Ham and Cheese Sliders (Buttered-Top, 10-Min Prep)
Ham and cheese sliders take 10 minutes to assemble and 20 minutes to bake: a whole slab of Hawaiian rolls split in one piece, layered with ham and Swiss, brushed with a mustard–poppy seed butter, and baked until the tops shine and the cheese melts. One 12-count pan serves 4–6 people, they can be assembled a full day ahead, and they freeze unbaked — which is why this is the recipe we bring to everything.
We’ve made these for team dinners, funeral receptions, game days, and at least one snowed-in weekend. They are, without exaggeration, the most reliably devoured food we’ve ever set on a buffet.
Ingredients (12 sliders)
- 1 12-count package Hawaiian sweet rolls
- 3/4 lb thin-sliced deli ham
- 8 slices Swiss cheese (or 6 oz sliced havarti or provolone)
- 6 tbsp butter, melted
- 1 1/2 tbsp Dijon mustard
- 2 tsp poppy seeds
- 1 tsp Worcestershire sauce
- 1/2 tsp onion powder (or 1 tbsp grated onion)
The buttered-top method
The butter topping is what separates these from a warm ham sandwich — it soaks into the tops and bakes into a glossy, savory-sweet crust.

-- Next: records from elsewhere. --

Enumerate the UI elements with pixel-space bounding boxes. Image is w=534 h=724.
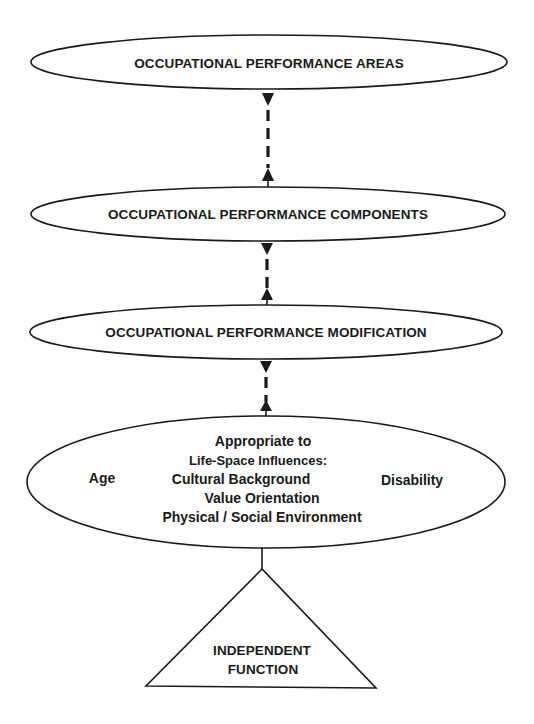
bidirectional-dashed-arrow (260, 361, 272, 417)
triangle-label-line-1: INDEPENDENT (213, 643, 312, 658)
node-label: OCCUPATIONAL PERFORMANCE COMPONENTS (108, 207, 428, 222)
node-life-space-influences: Appropriate to Life-Space Influences: Ag… (27, 416, 505, 548)
influence-cultural-background: Cultural Background (172, 471, 310, 487)
arrow-down-icon (261, 243, 273, 255)
node-label: OCCUPATIONAL PERFORMANCE MODIFICATION (105, 325, 426, 340)
arrow-up-icon (260, 400, 272, 411)
bidirectional-dashed-arrow (261, 243, 273, 306)
influence-age: Age (89, 470, 116, 486)
node-header: Appropriate to (215, 433, 311, 449)
node-occupational-performance-areas: OCCUPATIONAL PERFORMANCE AREAS (31, 35, 507, 89)
influence-value-orientation: Value Orientation (204, 490, 319, 506)
node-occupational-performance-modification: OCCUPATIONAL PERFORMANCE MODIFICATION (30, 305, 502, 359)
node-independent-function: INDEPENDENT FUNCTION (146, 569, 376, 688)
arrow-down-icon (260, 361, 272, 373)
influence-disability: Disability (381, 472, 443, 488)
diagram-canvas: OCCUPATIONAL PERFORMANCE AREAS OCCUPATIO… (0, 0, 534, 724)
influence-physical-social-environment: Physical / Social Environment (162, 509, 362, 525)
triangle-label-line-2: FUNCTION (228, 662, 299, 677)
bidirectional-dashed-arrow (262, 93, 274, 188)
arrow-down-icon (262, 93, 274, 106)
node-subheader: Life-Space Influences: (189, 453, 327, 468)
arrow-up-icon (261, 288, 273, 300)
node-occupational-performance-components: OCCUPATIONAL PERFORMANCE COMPONENTS (31, 187, 505, 241)
node-label: OCCUPATIONAL PERFORMANCE AREAS (134, 56, 404, 71)
arrow-up-icon (262, 168, 274, 181)
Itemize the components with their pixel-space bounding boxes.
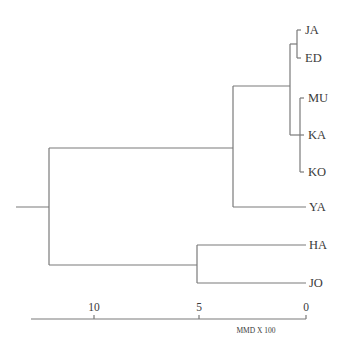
x-tick-label-0: 0	[303, 301, 309, 313]
leaf-label-ya: YA	[309, 200, 326, 214]
leaf-label-ja: JA	[305, 23, 319, 37]
leaf-label-ha: HA	[309, 238, 327, 252]
leaf-label-jo: JO	[309, 276, 323, 290]
x-tick-label-10: 10	[88, 301, 100, 313]
x-axis-title: MMD X 100	[236, 326, 275, 335]
leaf-label-ka: KA	[308, 128, 326, 142]
x-tick-label-5: 5	[196, 301, 202, 313]
leaf-label-ko: KO	[308, 165, 326, 179]
dendrogram: JA ED MU KA KO YA HA JO 10 5 0 MMD X 100	[0, 0, 347, 347]
leaf-label-mu: MU	[308, 91, 328, 105]
leaf-label-ed: ED	[305, 51, 322, 65]
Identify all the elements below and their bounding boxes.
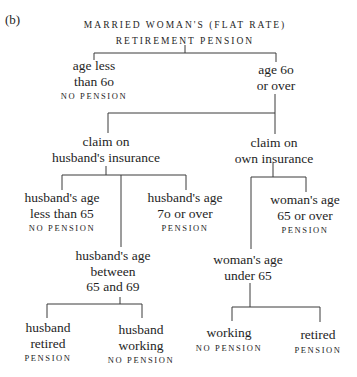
outcome-pension: PENSION [148,222,223,235]
node-husband-age-65-to-69: husband's age between 65 and 69 [76,248,151,295]
node-text: 7o or over [148,206,223,222]
node-woman-age-65-or-over: woman's age 65 or over PENSION [270,192,340,237]
node-text: claim on [235,135,313,151]
outcome-pension: PENSION [24,352,71,365]
node-husband-retired: husband retired PENSION [24,320,71,365]
node-text: 65 and 69 [76,279,151,295]
node-age-less-than-60: age less than 6o NO PENSION [61,58,127,103]
outcome-pension: PENSION [270,224,340,237]
node-text: under 65 [213,268,283,284]
node-text: or over [257,78,296,94]
node-text: husband's age [25,190,100,206]
outcome-no-pension: NO PENSION [25,222,100,235]
node-text: husband's insurance [52,150,160,166]
node-text: working [108,338,174,354]
node-text: age 6o [257,62,296,78]
node-husband-working: husband working NO PENSION [108,322,174,367]
node-husband-age-less-65: husband's age less than 65 NO PENSION [25,190,100,235]
node-age-60-or-over: age 6o or over [257,62,296,93]
node-text: working [196,325,262,341]
node-text: 65 or over [270,208,340,224]
node-text: less than 65 [25,206,100,222]
outcome-no-pension: NO PENSION [108,354,174,367]
node-text: husband [24,320,71,336]
node-text: than 6o [61,74,127,90]
node-claim-own-insurance: claim on own insurance [235,135,313,166]
node-text: between [76,264,151,280]
node-text: husband [108,322,174,338]
node-claim-husband-insurance: claim on husband's insurance [52,134,160,165]
node-text: retired [294,327,341,343]
node-husband-age-70-or-over: husband's age 7o or over PENSION [148,190,223,235]
node-text: woman's age [270,192,340,208]
node-text: woman's age [213,252,283,268]
outcome-pension: PENSION [294,344,341,357]
node-woman-age-under-65: woman's age under 65 [213,252,283,283]
node-woman-retired: retired PENSION [294,327,341,357]
node-text: husband's age [148,190,223,206]
node-woman-working: working NO PENSION [196,325,262,355]
node-text: retired [24,336,71,352]
node-text: claim on [52,134,160,150]
node-text: age less [61,58,127,74]
outcome-no-pension: NO PENSION [196,342,262,355]
node-text: husband's age [76,248,151,264]
outcome-no-pension: NO PENSION [61,90,127,103]
node-text: own insurance [235,151,313,167]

- Split the rolls as one slab. Don’t separate them. Slice the whole connected sheet horizontally with a serrated knife and lift off the top in one piece. This is the difference between 10 minutes of assembly and 30.
- Layer. Bottom slab in a 9x13 pan, then half the cheese, all the ham in ruffled folds (ruffling keeps it tender, not dense), then the rest of the cheese. Crown with the top slab. Cheese on both sides of the ham glues the sliders together so they lift out cleanly.
- Make the topping. Whisk the melted butter with the Dijon, poppy seeds, Worcestershire, and onion powder.
- Brush — don’t pour — over the tops, letting some run into the seams. Pouring puddles it in the pan corners; brushing gets every roll.
- Bake covered, then uncovered. 15 minutes at 350°F covered with foil (melts the cheese without drying the tops), then 5 minutes uncovered until glossy and golden. Slice along the seams and serve warm.
Make-ahead and freezer notes
This recipe’s superpower is that assembly and baking can be days — or months — apart.
- Make ahead (up to 24 hours). Assemble fully, brush with the butter, cover tightly, and refrigerate. Bake straight from the fridge, adding about 5 minutes to the covered time. When we tested same-day against overnight pans side by side, tasters actually preferred the overnight pan — the butter fully soaks the tops.
- Freeze unbaked (up to 2 months). Assemble in a foil pan, hold the butter topping, wrap tight in plastic then foil. Thaw overnight in the fridge, brush with topping, bake as directed. A frozen pan of these is one of our favorite next-step freezer meals.
- Reheat leftovers wrapped in foil at 325°F for 10 minutes. The microwave works but turns the tops soft.
Scaling for a crowd
Plan 2 sliders per adult alongside other food, 3 as the main event. One 9x13 pan holds one 12-count slab; use half-sheet pans or multiple 9x13s as you scale.
| Servings | Sliders | Rolls | Ham | Cheese slices | Butter topping | Pans |
|---|---|---|---|---|---|---|
| 4–6 | 12 | 1 dozen | 3/4 lb | 8 | 6 tbsp butter batch | 1 |
| 8–12 | 24 | 2 dozen | 1.5 lb | 16 | double | 2 |
| 16–24 | 48 | 4 dozen | 3 lb | 32 | quadruple | 4 |
Two pans bake side by side in one oven with no time change; four pans, rotate the pans halfway through. For a 48-slider party spread, these anchor the table alongside our taco bar setup or any of our easy meals for a group — and they’re the first pan to empty every time. They’ve also earned a permanent spot on our graduation party menu.
FAQ
What cheese is best for ham and cheese sliders?
Swiss is the classic — it melts smoothly and its nuttiness balances the sweet rolls and salty ham. Havarti and provolone are the best mild swaps for kids; cheddar tastes great but melts greasier.
Can you make ham and cheese sliders the night before?
Yes, and they’re arguably better for it. Assemble completely, brush on the butter topping, cover, and refrigerate up to 24 hours; bake from cold, adding about 5 minutes to the covered baking time.
How do you keep sliders from getting soggy?
Put cheese on both sides of the ham (it acts as a moisture barrier for the bread), brush rather than pour the butter, and bake covered-then-uncovered so the tops finish crisp. Skip watery additions like tomato inside the sliders.
How many sliders do I need per person?
Two per adult when there’s other food on the table, three if the sliders are the main. Count teenagers as three each — a 12-pan feeds 4–6 people, and a party of 20 needs about four dozen.